Closed mmahalwy closed 8 years ago
Also, I have noticed that either this or react-router is not full unmounting the previous route.
@mmahalwy That is correct. connect
-ed components will propagate state changes first before a render with the new component tree happens. Unfortunately, there's no good solution to it the way redux-router is implemented.
To be honest, as someone using this in production, I think for full compatibility with redux
, there needs to be a router that's completely independent of react-router
but dependent on history
. Otherwise you have to architect your whole app (and its stores) to work around these type of incompatibilities.
@apapirovski so i found a really good solution.Your routes will have params passed to it from react-router, which doesnt change. That is what should be used. I honestly don't have a current use case for redux-router at all other than the redux devtools and going back in time, and other redux cool stuff. For your curiosity here is my implementation:
@connect(
state => {
debug('Component:Region:@connect', '@connect');
if (state.regions.errored) {
return {
errored: true
};
}
return {
regions: state.regions.data,
regionsMap: state.regions.map,
regionImages: state.regionImages,
tagPages: state.tagPages,
images: state.images.data,
activities: state.activities.data,
tags: state.tags.data,
params: state.router.params
};
},
null,
(stateProps, dispatchProps, ownProps) => {
const { params } = ownProps;
let id = params.regionId;
if (!isJeevesId(params.regionId)) {
id = stateProps.regionsMap[params.regionId];
}
const region = stateProps.regions[id];
const tagPages = region.tagPageIds.map(tagPageId => stateProps.tagPages.data[tagPageId]).filter(tp => !!tp);
const regionImages = region.regionImageIds.map(imageId => stateProps.regionImages.data[imageId]);
return {
...stateProps, ...dispatchProps, ...ownProps,
region,
tagPages,
regionImages
};
}
)
@mmahalwy Yes (and that's what we do on our project) but it's very a non-redux way of handling things. There are still issues, if for example, you use async fetching of data where your connected components will update with new state before a transition happens.
Please refer also to https://github.com/acdlite/redux-router/issues/219. I think that's an issue. If it propogates state changes on a previous component but with different state, redux-router does not guarantee idempotancy, which means it does not guarantee a pure state at all.
is it just me or the previous route's component rerenders right before a transition to the new one due to params changing and react-redux passing through props the new props to the old route.
I found the only way to get around this is to implement my own
shouldComponentUpdate
. Any suggestions or anyone found same challenge?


**Brief**
Whenever a picture appears in the data, skip it and write out all other material exactly.

**Exercise data**
———
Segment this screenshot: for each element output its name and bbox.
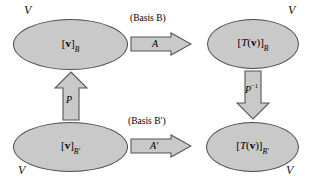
basis-subscript-B-right: B bbox=[264, 44, 269, 53]
space-label-top-left: V bbox=[24, 3, 31, 18]
space-label-top-right: V bbox=[288, 3, 295, 18]
image-coordinate-label-B: [T(v)]B bbox=[208, 37, 298, 51]
vector-space-top-right: [T(v)]B bbox=[207, 19, 299, 69]
arrow-P-label: P bbox=[66, 94, 72, 105]
arrow-P-inverse-exponent: −1 bbox=[251, 82, 258, 89]
arrow-A-prime-label-text: A′ bbox=[150, 140, 158, 151]
space-label-bottom-right: V bbox=[286, 163, 293, 178]
basis-subscript-B: B bbox=[75, 45, 80, 54]
arrow-A-label: A bbox=[152, 38, 158, 49]
basis-subscript-Bprime-right: B′ bbox=[263, 147, 269, 156]
basis-subscript-Bprime: B′ bbox=[74, 147, 80, 156]
arrow-A-prime bbox=[130, 134, 192, 158]
basis-annotation-bottom: (Basis B′) bbox=[128, 116, 166, 126]
arrow-P-inverse-label: P−1 bbox=[245, 83, 258, 95]
vector-coordinate-label-Bprime: [v]B′ bbox=[14, 140, 127, 154]
basis-annotation-bottom-text: (Basis B′) bbox=[128, 116, 166, 126]
vector-coordinate-label-B: [v]B bbox=[14, 38, 127, 52]
diagram-canvas: V [v]B V [T(v)]B [v]B′ V [T(v)]B′ V (Bas… bbox=[0, 0, 312, 184]
basis-annotation-top: (Basis B) bbox=[130, 13, 166, 23]
arrow-A-label-text: A bbox=[152, 38, 158, 49]
image-coordinate-label-Bprime: [T(v)]B′ bbox=[207, 140, 298, 154]
arrow-A-prime-label: A′ bbox=[150, 140, 158, 151]
basis-annotation-top-text: (Basis B) bbox=[130, 13, 166, 23]
vector-space-top-left: [v]B bbox=[13, 19, 128, 70]
vector-space-bottom-left: [v]B′ bbox=[13, 122, 128, 172]
space-label-bottom-left: V bbox=[18, 163, 25, 178]
arrow-A bbox=[130, 32, 192, 56]
arrow-P-label-text: P bbox=[66, 94, 72, 105]
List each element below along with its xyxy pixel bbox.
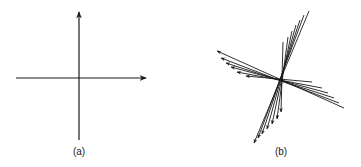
———
**Result below**
Segment this screenshot: for each element output its name and bbox.
basis-subscript-B-right: B bbox=[264, 44, 269, 53]
space-label-top-left: V bbox=[24, 3, 31, 18]
space-label-top-right: V bbox=[288, 3, 295, 18]
image-coordinate-label-B: [T(v)]B bbox=[208, 37, 298, 51]
vector-space-top-right: [T(v)]B bbox=[207, 19, 299, 69]
arrow-P-label: P bbox=[66, 94, 72, 105]
arrow-P-inverse-exponent: −1 bbox=[251, 82, 258, 89]
arrow-A-prime-label-text: A′ bbox=[150, 140, 158, 151]
space-label-bottom-right: V bbox=[286, 163, 293, 178]
basis-subscript-B: B bbox=[75, 45, 80, 54]
arrow-A-label: A bbox=[152, 38, 158, 49]
basis-subscript-Bprime-right: B′ bbox=[263, 147, 269, 156]
basis-subscript-Bprime: B′ bbox=[74, 147, 80, 156]
arrow-A-prime bbox=[130, 134, 192, 158]
basis-annotation-bottom: (Basis B′) bbox=[128, 116, 166, 126]
arrow-P-inverse-label: P−1 bbox=[245, 83, 258, 95]
vector-coordinate-label-Bprime: [v]B′ bbox=[14, 140, 127, 154]
basis-annotation-bottom-text: (Basis B′) bbox=[128, 116, 166, 126]
vector-coordinate-label-B: [v]B bbox=[14, 38, 127, 52]
diagram-canvas: V [v]B V [T(v)]B [v]B′ V [T(v)]B′ V (Bas… bbox=[0, 0, 312, 184]
basis-annotation-top: (Basis B) bbox=[130, 13, 166, 23]
arrow-A-label-text: A bbox=[152, 38, 158, 49]
image-coordinate-label-Bprime: [T(v)]B′ bbox=[207, 140, 298, 154]
arrow-A-prime-label: A′ bbox=[150, 140, 158, 151]
basis-annotation-top-text: (Basis B) bbox=[130, 13, 166, 23]
vector-space-top-left: [v]B bbox=[13, 19, 128, 70]
vector-space-bottom-left: [v]B′ bbox=[13, 122, 128, 172]
space-label-bottom-left: V bbox=[18, 163, 25, 178]
arrow-A bbox=[130, 32, 192, 56]
arrow-P-label-text: P bbox=[66, 94, 72, 105]
List each element below along with its xyxy pixel bbox.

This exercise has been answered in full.